ROLLS 30 Sept: Tom Devlin: Coalmining vocabulary & Durham English

Please join us at the Research on Language & Linguistics at Sussex seminar series:

Wednesday, 30 September 2015, 13.00
Fulton 214, University of Sussex 

The influence of coalmining vocabulary on variant usage in Durham English

Tom Devlin, University of Sussex
 
This research investigates the influence of coalmining vocabulary on variant usage by testing the claim that mining communities preserve distinctive and conservative phonological patterns (Wales 2006: 124). The study explores the degree of advancement of vowels belonging to the START lexical set (Wells 1982) in mining and non-mining words in the speech of sixteen older male speakers from former colliery villages in East Durham in the North East of England. The results show that regardless of the speaker's relationship to coalmining, START vowels are shifted to significantly backer realisations in mining words than in non-mining vocabulary, close to traditional pronunciations noted in historical dialect literature. This outcome is upheld even in identical lexical items with different meanings in mining and non-mining speech.

Wales, K. 2006. Northern English: A Social and Cultural History. Cambridge: CUP.
 
Wells, J. 1982. The Accents of English. Vol. 2: The British Isles. Cambridge: CUP.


WHAT THE TASK ASKS >>
Set out the records again, keeping every word as it is.

===============

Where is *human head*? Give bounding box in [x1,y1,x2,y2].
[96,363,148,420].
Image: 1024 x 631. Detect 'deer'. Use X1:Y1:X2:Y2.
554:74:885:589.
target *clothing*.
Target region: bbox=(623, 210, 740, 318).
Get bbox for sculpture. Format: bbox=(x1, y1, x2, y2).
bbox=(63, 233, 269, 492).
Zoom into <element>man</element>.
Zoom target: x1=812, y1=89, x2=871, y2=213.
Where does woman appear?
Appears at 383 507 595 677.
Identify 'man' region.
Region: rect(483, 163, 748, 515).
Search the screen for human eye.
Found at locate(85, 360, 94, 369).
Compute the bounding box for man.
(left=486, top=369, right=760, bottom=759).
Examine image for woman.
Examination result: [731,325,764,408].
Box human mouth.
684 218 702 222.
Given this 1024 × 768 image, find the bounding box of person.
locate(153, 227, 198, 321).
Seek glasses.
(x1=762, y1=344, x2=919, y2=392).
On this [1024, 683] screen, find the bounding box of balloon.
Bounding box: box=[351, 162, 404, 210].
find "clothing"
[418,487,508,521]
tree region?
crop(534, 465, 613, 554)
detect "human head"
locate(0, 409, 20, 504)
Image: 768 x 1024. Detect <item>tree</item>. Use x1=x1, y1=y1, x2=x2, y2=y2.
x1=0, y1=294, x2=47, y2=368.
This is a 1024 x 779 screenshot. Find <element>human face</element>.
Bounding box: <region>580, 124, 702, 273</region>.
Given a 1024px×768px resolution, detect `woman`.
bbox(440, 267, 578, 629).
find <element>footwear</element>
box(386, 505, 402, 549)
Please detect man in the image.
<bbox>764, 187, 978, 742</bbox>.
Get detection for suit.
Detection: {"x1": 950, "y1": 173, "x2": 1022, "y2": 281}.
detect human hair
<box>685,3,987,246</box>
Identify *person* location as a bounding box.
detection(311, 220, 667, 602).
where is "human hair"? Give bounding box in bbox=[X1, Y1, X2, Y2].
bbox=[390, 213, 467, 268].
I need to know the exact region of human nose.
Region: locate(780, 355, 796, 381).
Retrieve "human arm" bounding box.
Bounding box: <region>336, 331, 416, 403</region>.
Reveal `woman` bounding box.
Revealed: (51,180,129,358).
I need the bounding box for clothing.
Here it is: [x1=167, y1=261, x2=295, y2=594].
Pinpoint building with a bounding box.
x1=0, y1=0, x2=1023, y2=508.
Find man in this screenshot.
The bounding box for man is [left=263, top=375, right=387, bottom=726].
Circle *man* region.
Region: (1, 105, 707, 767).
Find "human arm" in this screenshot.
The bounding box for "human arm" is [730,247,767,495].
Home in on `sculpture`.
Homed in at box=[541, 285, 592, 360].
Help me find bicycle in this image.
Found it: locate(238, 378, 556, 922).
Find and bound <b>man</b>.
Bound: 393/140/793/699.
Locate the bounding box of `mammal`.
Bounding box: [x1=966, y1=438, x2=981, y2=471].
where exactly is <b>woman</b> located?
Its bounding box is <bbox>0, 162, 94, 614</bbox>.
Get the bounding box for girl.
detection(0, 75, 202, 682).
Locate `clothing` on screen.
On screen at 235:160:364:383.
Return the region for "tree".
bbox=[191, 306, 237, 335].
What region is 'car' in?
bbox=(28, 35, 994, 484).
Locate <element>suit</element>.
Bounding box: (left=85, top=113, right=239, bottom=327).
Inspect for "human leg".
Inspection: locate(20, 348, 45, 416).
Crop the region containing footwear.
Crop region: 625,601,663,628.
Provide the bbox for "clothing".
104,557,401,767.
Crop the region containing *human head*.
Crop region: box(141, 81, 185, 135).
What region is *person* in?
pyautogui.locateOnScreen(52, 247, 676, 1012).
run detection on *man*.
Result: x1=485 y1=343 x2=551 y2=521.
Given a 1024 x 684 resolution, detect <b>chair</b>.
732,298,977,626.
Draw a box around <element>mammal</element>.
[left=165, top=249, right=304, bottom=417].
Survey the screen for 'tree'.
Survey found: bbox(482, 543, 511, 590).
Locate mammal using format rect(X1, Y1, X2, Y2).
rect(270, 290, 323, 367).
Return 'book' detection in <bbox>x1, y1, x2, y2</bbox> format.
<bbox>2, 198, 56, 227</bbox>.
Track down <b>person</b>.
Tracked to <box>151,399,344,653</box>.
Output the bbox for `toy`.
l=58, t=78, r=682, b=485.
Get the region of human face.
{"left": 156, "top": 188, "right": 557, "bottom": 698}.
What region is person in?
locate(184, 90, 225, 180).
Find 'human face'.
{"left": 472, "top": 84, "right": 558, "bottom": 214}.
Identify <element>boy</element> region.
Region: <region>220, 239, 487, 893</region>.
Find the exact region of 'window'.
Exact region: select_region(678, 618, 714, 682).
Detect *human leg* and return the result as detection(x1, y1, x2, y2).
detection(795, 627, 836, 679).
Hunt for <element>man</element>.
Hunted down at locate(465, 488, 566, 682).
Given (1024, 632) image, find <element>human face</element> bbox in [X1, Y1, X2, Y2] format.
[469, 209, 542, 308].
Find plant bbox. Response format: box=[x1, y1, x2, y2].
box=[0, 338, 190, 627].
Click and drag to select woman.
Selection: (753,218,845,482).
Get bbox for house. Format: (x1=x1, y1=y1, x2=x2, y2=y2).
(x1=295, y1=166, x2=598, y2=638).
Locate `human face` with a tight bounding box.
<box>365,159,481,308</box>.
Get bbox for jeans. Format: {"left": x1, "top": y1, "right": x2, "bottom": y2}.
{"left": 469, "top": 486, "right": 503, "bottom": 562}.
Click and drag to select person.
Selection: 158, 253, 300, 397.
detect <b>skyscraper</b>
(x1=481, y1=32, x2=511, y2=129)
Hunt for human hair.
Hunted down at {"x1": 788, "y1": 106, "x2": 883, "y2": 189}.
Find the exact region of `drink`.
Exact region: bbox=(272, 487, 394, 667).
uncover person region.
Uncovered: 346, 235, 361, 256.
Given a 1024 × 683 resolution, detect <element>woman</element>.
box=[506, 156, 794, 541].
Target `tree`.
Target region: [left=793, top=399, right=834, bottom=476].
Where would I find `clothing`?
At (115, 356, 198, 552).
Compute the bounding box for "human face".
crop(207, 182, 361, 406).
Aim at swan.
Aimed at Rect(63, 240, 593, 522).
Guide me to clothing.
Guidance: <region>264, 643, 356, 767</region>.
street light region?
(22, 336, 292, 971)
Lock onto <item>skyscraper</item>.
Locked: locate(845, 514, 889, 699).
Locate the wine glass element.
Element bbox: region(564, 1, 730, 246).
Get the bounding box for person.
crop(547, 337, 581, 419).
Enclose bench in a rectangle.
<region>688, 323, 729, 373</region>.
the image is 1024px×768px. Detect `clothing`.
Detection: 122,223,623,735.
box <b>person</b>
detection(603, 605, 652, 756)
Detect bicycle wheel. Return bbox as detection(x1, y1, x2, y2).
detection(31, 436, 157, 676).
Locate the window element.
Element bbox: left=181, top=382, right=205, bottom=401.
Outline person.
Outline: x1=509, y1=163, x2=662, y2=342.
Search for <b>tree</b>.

===============

SOLUTION TO THE EXERCISE >>
Where is *human head*? Give bounding box in [x1,y1,x2,y2].
[96,363,148,420].
Image: 1024 x 631. Detect 'deer'. Use X1:Y1:X2:Y2.
554:74:885:589.
target *clothing*.
Target region: bbox=(623, 210, 740, 318).
Get bbox for sculpture. Format: bbox=(x1, y1, x2, y2).
bbox=(63, 233, 269, 492).
Zoom into <element>man</element>.
Zoom target: x1=812, y1=89, x2=871, y2=213.
Where does woman appear?
Appears at 383 507 595 677.
Identify 'man' region.
Region: rect(483, 163, 748, 515).
Search the screen for human eye.
Found at locate(85, 360, 94, 369).
Compute the bounding box for man.
(left=486, top=369, right=760, bottom=759).
Examine image for woman.
Examination result: [731,325,764,408].
Box human mouth.
684 218 702 222.
Given this 1024 × 768 image, find the bounding box of person.
locate(153, 227, 198, 321).
Seek glasses.
(x1=762, y1=344, x2=919, y2=392).
On this [1024, 683] screen, find the bounding box of balloon.
Bounding box: box=[351, 162, 404, 210].
find "clothing"
[418,487,508,521]
tree region?
crop(534, 465, 613, 554)
detect "human head"
locate(0, 409, 20, 504)
Image: 768 x 1024. Detect <item>tree</item>. Use x1=x1, y1=y1, x2=x2, y2=y2.
x1=0, y1=294, x2=47, y2=368.
This is a 1024 x 779 screenshot. Find <element>human face</element>.
Bounding box: <region>580, 124, 702, 273</region>.
Given a 1024px×768px resolution, detect `woman`.
bbox(440, 267, 578, 629).
find <element>footwear</element>
box(386, 505, 402, 549)
Please detect man in the image.
<bbox>764, 187, 978, 742</bbox>.
Get detection for suit.
Detection: {"x1": 950, "y1": 173, "x2": 1022, "y2": 281}.
detect human hair
<box>685,3,987,246</box>
Identify *person* location as a bounding box.
detection(311, 220, 667, 602).
where is "human hair"? Give bounding box in bbox=[X1, Y1, X2, Y2].
bbox=[390, 213, 467, 268].
I need to know the exact region of human nose.
Region: locate(780, 355, 796, 381).
Retrieve "human arm" bounding box.
Bounding box: <region>336, 331, 416, 403</region>.
Reveal `woman` bounding box.
Revealed: (51,180,129,358).
I need the bounding box for clothing.
Here it is: [x1=167, y1=261, x2=295, y2=594].
Pinpoint building with a bounding box.
x1=0, y1=0, x2=1023, y2=508.
Find man in this screenshot.
The bounding box for man is [left=263, top=375, right=387, bottom=726].
Circle *man* region.
Region: (1, 105, 707, 767).
Find "human arm" in this screenshot.
The bounding box for "human arm" is [730,247,767,495].
Home in on `sculpture`.
Homed in at box=[541, 285, 592, 360].
Help me find bicycle in this image.
Found it: locate(238, 378, 556, 922).
Find and bound <b>man</b>.
Bound: 393/140/793/699.
Locate the bounding box of `mammal`.
Bounding box: [x1=966, y1=438, x2=981, y2=471].
where exactly is <b>woman</b> located?
Its bounding box is <bbox>0, 162, 94, 614</bbox>.
Get the bounding box for girl.
detection(0, 75, 202, 682).
Locate `clothing` on screen.
On screen at 235:160:364:383.
Return the region for "tree".
bbox=[191, 306, 237, 335].
What region is 'car' in?
bbox=(28, 35, 994, 484).
Locate <element>suit</element>.
Bounding box: (left=85, top=113, right=239, bottom=327).
Inspect for "human leg".
Inspection: locate(20, 348, 45, 416).
Crop the region containing footwear.
Crop region: 625,601,663,628.
Provide the bbox for "clothing".
104,557,401,767.
Crop the region containing *human head*.
Crop region: box(141, 81, 185, 135).
What region is *person* in?
pyautogui.locateOnScreen(52, 247, 676, 1012).
run detection on *man*.
Result: x1=485 y1=343 x2=551 y2=521.
Given a 1024 x 684 resolution, detect <b>chair</b>.
732,298,977,626.
Draw a box around <element>mammal</element>.
[left=165, top=249, right=304, bottom=417].
Survey the screen for 'tree'.
Survey found: bbox(482, 543, 511, 590).
Locate mammal using format rect(X1, Y1, X2, Y2).
rect(270, 290, 323, 367).
Return 'book' detection in <bbox>x1, y1, x2, y2</bbox> format.
<bbox>2, 198, 56, 227</bbox>.
Track down <b>person</b>.
Tracked to <box>151,399,344,653</box>.
Output the bbox for `toy`.
l=58, t=78, r=682, b=485.
Get the region of human face.
{"left": 156, "top": 188, "right": 557, "bottom": 698}.
What region is person in?
locate(184, 90, 225, 180).
Find 'human face'.
{"left": 472, "top": 84, "right": 558, "bottom": 214}.
Identify <element>boy</element> region.
Region: <region>220, 239, 487, 893</region>.
Find the exact region of 'window'.
Exact region: select_region(678, 618, 714, 682).
Detect *human leg* and return the result as detection(x1, y1, x2, y2).
detection(795, 627, 836, 679).
Hunt for <element>man</element>.
Hunted down at locate(465, 488, 566, 682).
Given (1024, 632) image, find <element>human face</element> bbox in [X1, Y1, X2, Y2] format.
[469, 209, 542, 308].
Find plant bbox. Response format: box=[x1, y1, x2, y2].
box=[0, 338, 190, 627].
Click and drag to select woman.
Selection: (753,218,845,482).
Get bbox for house. Format: (x1=x1, y1=y1, x2=x2, y2=y2).
(x1=295, y1=166, x2=598, y2=638).
Locate `human face` with a tight bounding box.
<box>365,159,481,308</box>.
Get bbox for jeans. Format: {"left": x1, "top": y1, "right": x2, "bottom": y2}.
{"left": 469, "top": 486, "right": 503, "bottom": 562}.
Click and drag to select person.
Selection: 158, 253, 300, 397.
detect <b>skyscraper</b>
(x1=481, y1=32, x2=511, y2=129)
Hunt for human hair.
Hunted down at {"x1": 788, "y1": 106, "x2": 883, "y2": 189}.
Find the exact region of `drink`.
Exact region: bbox=(272, 487, 394, 667).
uncover person region.
Uncovered: 346, 235, 361, 256.
Given a 1024 × 683 resolution, detect <element>woman</element>.
box=[506, 156, 794, 541].
Target `tree`.
Target region: [left=793, top=399, right=834, bottom=476].
Where would I find `clothing`?
At (115, 356, 198, 552).
Compute the bounding box for "human face".
crop(207, 182, 361, 406).
Aim at swan.
Aimed at Rect(63, 240, 593, 522).
Guide me to clothing.
Guidance: <region>264, 643, 356, 767</region>.
street light region?
(22, 336, 292, 971)
Lock onto <item>skyscraper</item>.
Locked: locate(845, 514, 889, 699).
Locate the wine glass element.
Element bbox: region(564, 1, 730, 246).
Get the bounding box for person.
crop(547, 337, 581, 419).
Enclose bench in a rectangle.
<region>688, 323, 729, 373</region>.
the image is 1024px×768px. Detect `clothing`.
Detection: 122,223,623,735.
box <b>person</b>
detection(603, 605, 652, 756)
Detect bicycle wheel. Return bbox as detection(x1, y1, x2, y2).
detection(31, 436, 157, 676).
Locate the window element.
Element bbox: left=181, top=382, right=205, bottom=401.
Outline person.
Outline: x1=509, y1=163, x2=662, y2=342.
Search for <b>tree</b>.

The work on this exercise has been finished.